Building this from scratch is a multi-month engineering project with a long tail of edge cases that only surface in production. [Vobiz Campaigns](/platform/campaigns/list) ships with all of it built in:

<CardGroup cols={2}>
  <Card title="Three rotation strategies" icon="arrows-rotate">
    Round Robin, Least Used, and Random across a pool of your DIDs - plus Single and Sticky caller-ID modes.
  </Card>

  <Card title="Per-number caps" icon="gauge-high">
    Max calls per day and lifetime ceilings, applied to every number in the pool.
  </Card>

  <Card title="Timezone-aware windows" icon="clock">
    Restrict dialling to compliant hours in the recipient's local timezone.
  </Card>

  <Card title="Configurable retries" icon="rotate-right">
    0-5 attempts with exponential backoff for unanswered contacts.
  </Card>

  <Card title="Cooldown + concurrency gating" icon="sliders">
    Per-number cooldown plus account-wide CPS and Max Concurrent pacing.
  </Card>

  <Card title="Full state machine" icon="diagram-project">
    Pause / Resume / Abort with explicit reasons and permanent CDR preservation.
  </Card>
</CardGroup>

With \~80 ms media latency, outbound reach across 130+ countries, and native integrations with [Vapi](/integrations/vapi-dashboard), [Retell AI](/integrations/retellai-dashboard), [ElevenLabs](/integrations/elevenlabs-dashboard), [Pipecat](/integrations/pipecat), and more.
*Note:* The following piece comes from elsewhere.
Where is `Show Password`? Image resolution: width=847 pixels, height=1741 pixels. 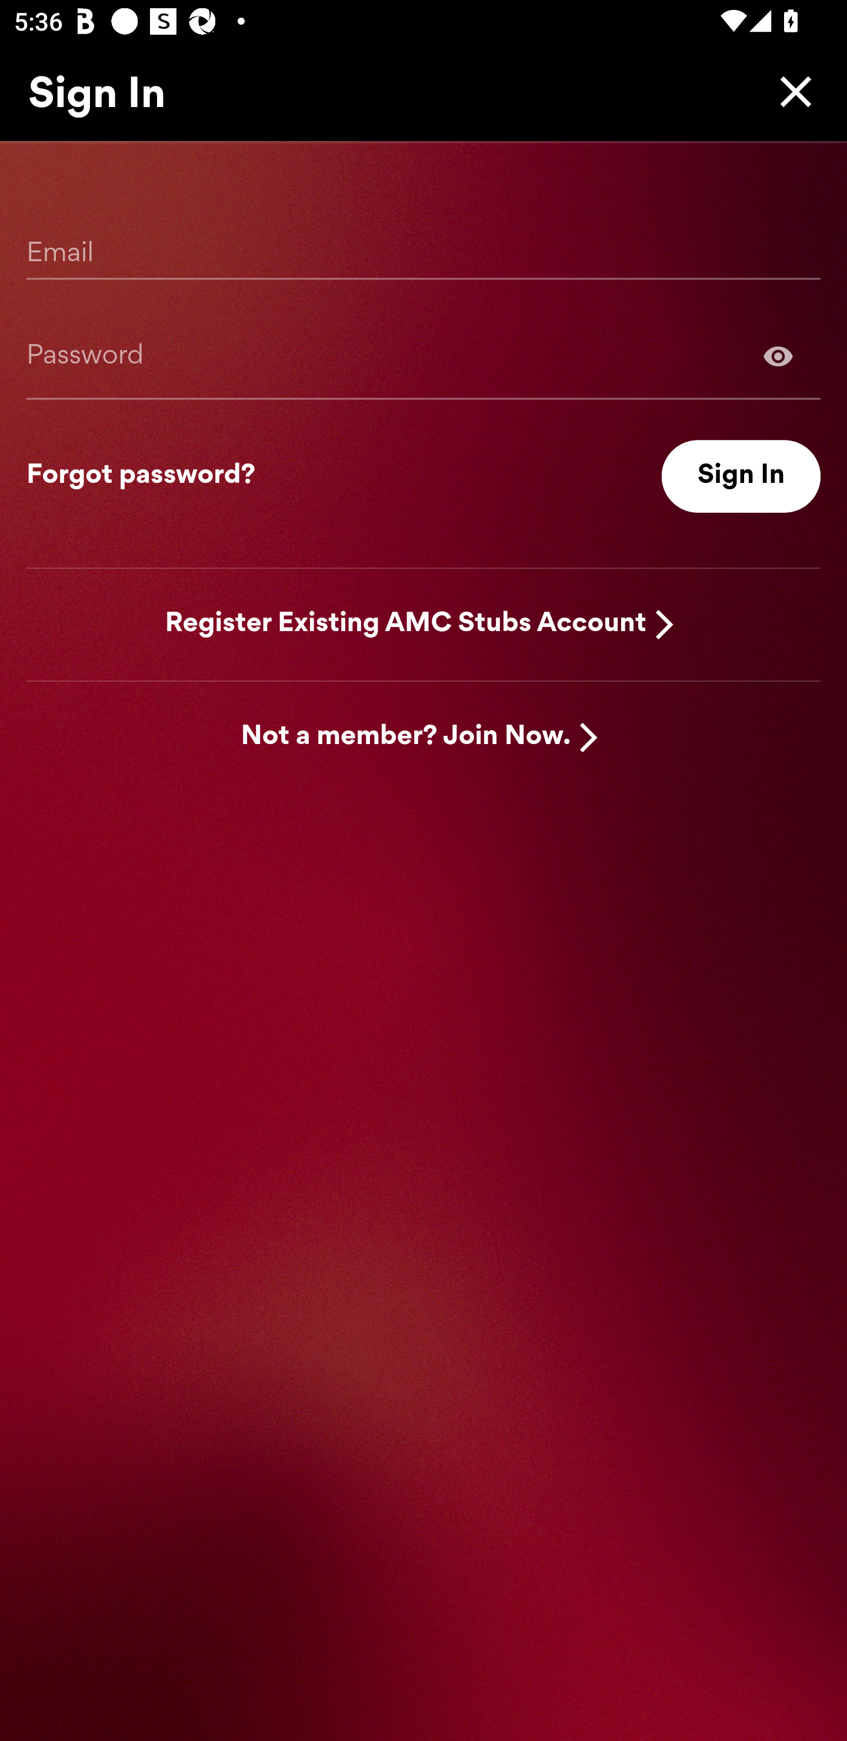
Show Password is located at coordinates (423, 355).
<Card title="Start building on Vobiz" icon="rocket" href="/platform/campaigns/list">
  Create your first outbound campaign - pool rotation, caps, cooldown, windows, and retries in one form.
</Card>

## Related reading

<CardGroup cols={3}>
  <Card title="Campaigns (Console)" icon="bullhorn" href="/platform/campaigns/list">
    The full field-by-field walkthrough of launching a campaign.
  </Card>

  <Card title="Number Utilization" icon="star" href="/best-practices/number-utilization">
    Number-series selection, daily volume limits, and spam reduction.
  </Card>

  <Card title="CPS Calculator" icon="calculator" href="/resources/calculator">
    Size CPS, concurrency, and daily volume before launching.
  </Card>
</CardGroup>

## FAQs

<AccordionGroup>
  <Accordion title="What is an outbound campaign manager?">
    Software that takes a list of contacts, dials each one systematically, and manages the full lifecycle - including which number to dial from, when to dial, how to handle unanswered calls, and how to prevent phone numbers from being flagged as spam.
  </Accordion>

  <Accordion title="Why do outbound call numbers get labelled Spam Likely?">
    Carrier analytics engines (Hiya, First Orion, TNS) score outbound numbers based on calls per number per day, burst density, answer rates, and geographic patterns. When a number makes too many calls too quickly, it earns a spam label that suppresses answer rates by 40-70%.
  </Accordion>

  <Accordion title="What is the difference between a daily cap and a lifetime cap?">
    A daily cap limits how many times a single number can be used within one 24-hour window. A lifetime cap limits how many total times a number is used across an entire campaign. Both are necessary - daily caps address burst risk, lifetime caps address cumulative wear.
  </Accordion>

  <Accordion title="How many retries should an outbound campaign attempt?">
    For most use cases, 2-3 retry attempts with escalating delays (60 minutes, 240 minutes, 1440 minutes). A retry window prevents retries from running indefinitely on unreachable numbers.
  </Accordion>

  <Accordion title="Can Vobiz support outbound campaigns in multiple countries?">
    Yes. Vobiz provides DID numbers and outbound calling reach across 130+ countries. Timezone-aware daily windows ensure calls only fire within compliant hours in the recipient's local timezone.